Top of Raw data

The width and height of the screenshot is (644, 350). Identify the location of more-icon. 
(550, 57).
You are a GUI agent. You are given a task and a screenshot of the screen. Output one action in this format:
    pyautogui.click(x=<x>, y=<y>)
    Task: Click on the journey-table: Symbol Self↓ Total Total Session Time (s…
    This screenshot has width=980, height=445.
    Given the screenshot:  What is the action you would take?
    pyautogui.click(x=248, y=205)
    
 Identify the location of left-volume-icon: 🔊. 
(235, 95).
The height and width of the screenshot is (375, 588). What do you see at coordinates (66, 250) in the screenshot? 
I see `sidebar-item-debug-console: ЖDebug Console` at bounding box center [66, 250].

Bottom of Raw data
Top of Raw data

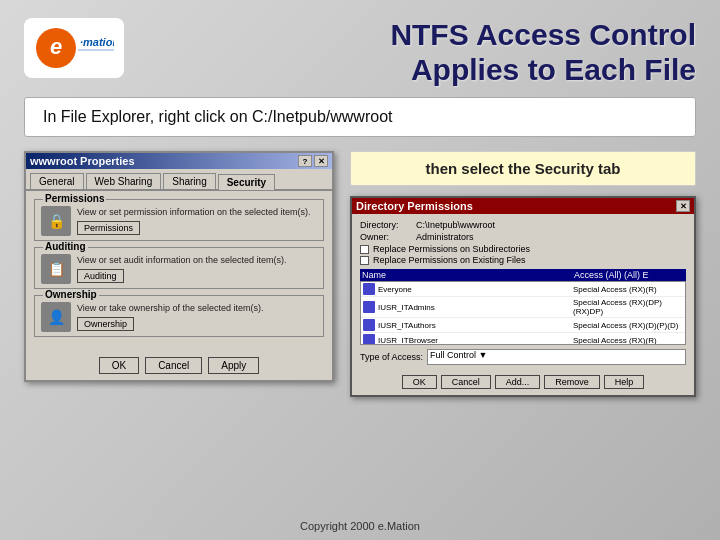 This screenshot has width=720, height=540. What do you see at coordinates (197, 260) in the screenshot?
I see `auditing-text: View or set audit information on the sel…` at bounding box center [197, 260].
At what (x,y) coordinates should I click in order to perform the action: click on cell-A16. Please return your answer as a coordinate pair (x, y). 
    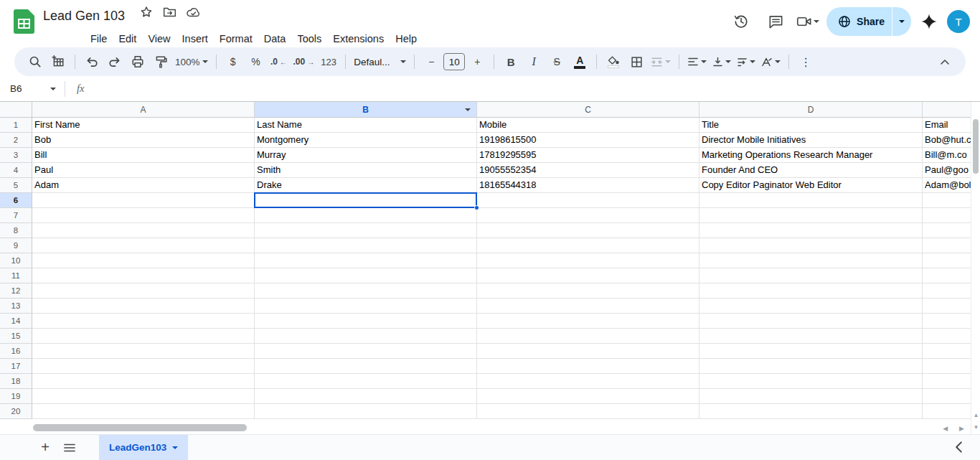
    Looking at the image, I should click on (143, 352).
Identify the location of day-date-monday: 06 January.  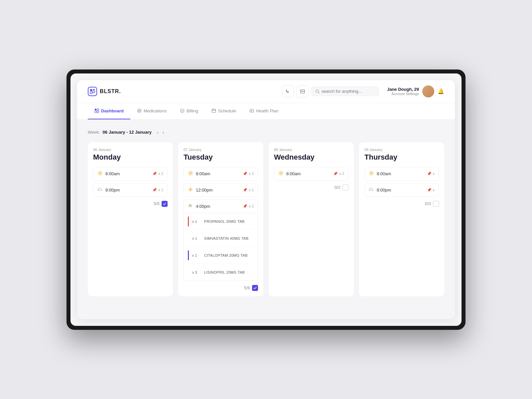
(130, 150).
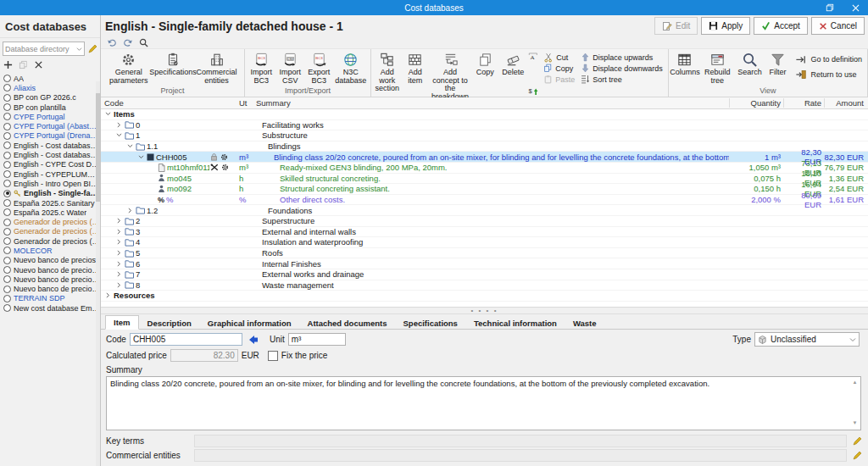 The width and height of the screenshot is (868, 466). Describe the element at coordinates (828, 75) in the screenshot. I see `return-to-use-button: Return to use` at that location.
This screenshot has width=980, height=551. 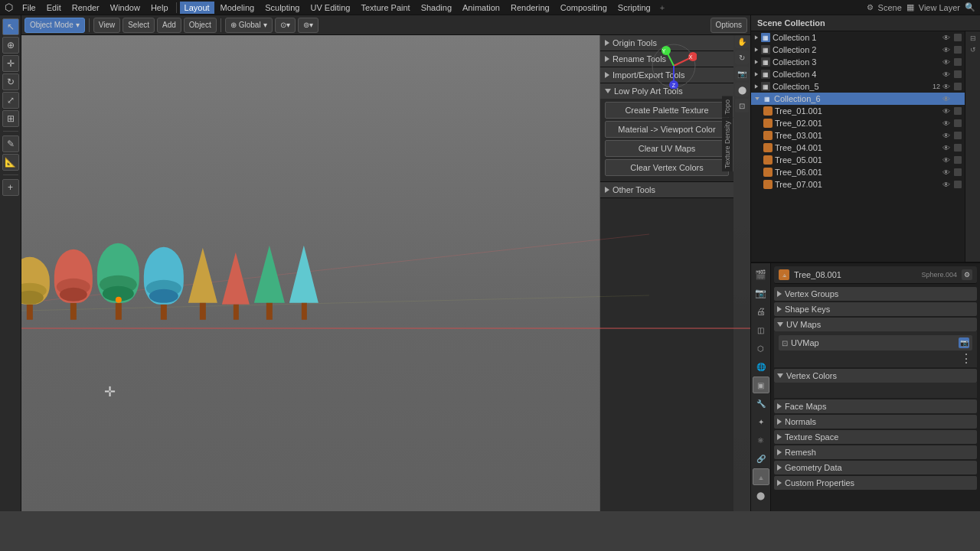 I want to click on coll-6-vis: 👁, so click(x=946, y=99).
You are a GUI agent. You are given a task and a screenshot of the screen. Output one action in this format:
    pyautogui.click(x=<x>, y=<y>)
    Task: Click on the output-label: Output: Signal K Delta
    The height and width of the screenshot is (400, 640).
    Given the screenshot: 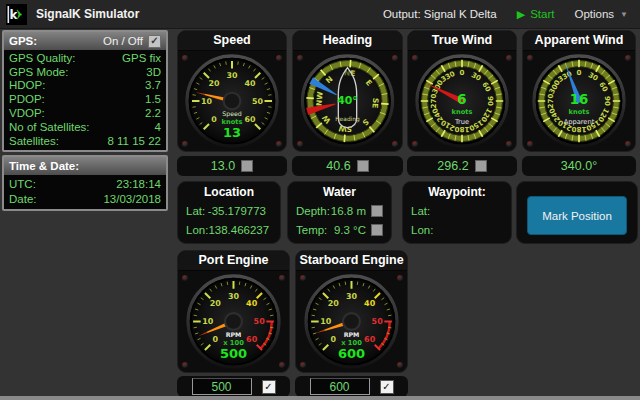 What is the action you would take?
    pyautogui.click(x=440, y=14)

Bottom of Raw data

Would you print, exactly as written, every line above from the one holding "The width and height of the screenshot is (644, 350)." through the one holding "Task: Click on the journey-table: Symbol", with both included and no other lines?

The width and height of the screenshot is (644, 350). Identify the location of more-icon. 
(550, 57).
You are a GUI agent. You are given a task and a screenshot of the screen. Output one action in this format:
    pyautogui.click(x=<x>, y=<y>)
    Task: Click on the journey-table: Symbol Self↓ Total Total Session Time (s…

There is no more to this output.